Wassall yesterday urged shareholders to persuade the board to change its mind at the last minute and recommend the informal offer. The Takeover Panel on Wednesday imposed a deadline of 1pm today, after which Wassall must end the informal approaches.

Wassall, a bottle tops to travel goods maker, said it was prepared to bid 125p in cash for each ordinary BICC share. Earlier this year the group made another informal bid of 90p.

Wassall will also offer pounds 1.25 of pounds 1 nominal value 10.75 per cent loan stock for every convertible preference share, with a partial cash alternative of pounds 1.15 per preference share.

The announcement was made after the market closed, with BICC ordinary shares standing at 107p in expectation of a further bid of 110p.

The 125p bid is an informal offer, which Wassall claims is necessary because BICC's board has refused to talk to its executives.

Chris Miller, Wassall's chief executive, said: "We believe our offers are generous and fully reflect the value of BICC, whose ordinary shares were a mere 57p before the disclosure of our stake in November 1988.

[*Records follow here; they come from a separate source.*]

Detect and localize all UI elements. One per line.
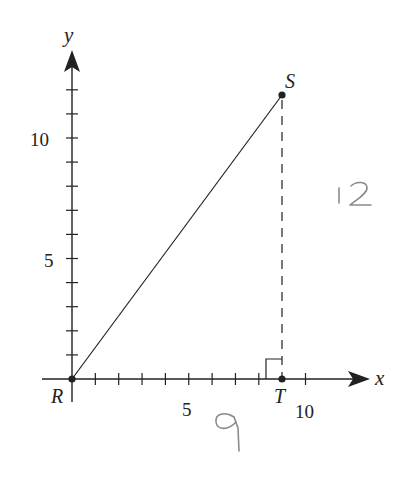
x-tick-label-10: 10 xyxy=(295,401,314,422)
right-angle-marker-icon xyxy=(266,359,282,379)
y-axis xyxy=(64,50,80,402)
x-tick-label-5: 5 xyxy=(182,399,192,420)
x-axis xyxy=(42,371,370,387)
y-tick-label-10: 10 xyxy=(30,129,49,150)
segment-RS xyxy=(72,95,282,379)
point-label-R: R xyxy=(50,385,63,407)
y-tick-label-5: 5 xyxy=(44,250,54,271)
coordinate-diagram: 5 10 5 10 x y R S T xyxy=(0,0,418,482)
point-T xyxy=(278,375,285,382)
x-axis-label: x xyxy=(374,366,385,390)
point-S xyxy=(278,91,285,98)
handwritten-9 xyxy=(216,414,239,451)
point-R xyxy=(68,375,75,382)
point-label-S: S xyxy=(285,70,295,92)
point-label-T: T xyxy=(274,385,287,407)
handwritten-12 xyxy=(339,182,371,205)
y-axis-label: y xyxy=(62,23,74,47)
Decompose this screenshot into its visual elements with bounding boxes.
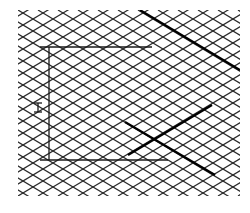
grid-line [218,10,250,213]
drawn-shape-lines [125,10,240,175]
grid-line [0,10,110,213]
isometric-grid-diagram [0,0,250,213]
shape-edge-line [140,10,240,70]
grid-line [0,0,10,196]
grid-line [0,10,10,213]
diagram-svg [0,0,250,213]
grid-line [78,10,250,213]
grid-line [18,10,250,213]
grid-line [218,0,250,196]
grid-line [138,10,250,213]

"We note that the BICC board has never explained to us why offers at 125p undervalue BICC. As we have said consistently, we are not prepared to make an offer without a board recommendation and therefore if BICC shareholders wish our offers to proceed they must act now."

Last night Alan Jones, chief executive of BICC, contradicted this. He said the board had written to Wassall today to say why the bid had been rejected.

Mr Jones told The Independent he had already had one shareholder telephone to urge him to consider the increased offer carefully. He added that others were urging him to reject it.

"What I'm going to tell them is that actually the value of Balfour Beatty [one BICC division] has increased enormously in recent months.

"Secondly, our PFI projects are a sleeping item of great value. The hard cold fact is that when we go away from the board meeting tomorrow we must deliver and I am confident of that," Mr Jones said.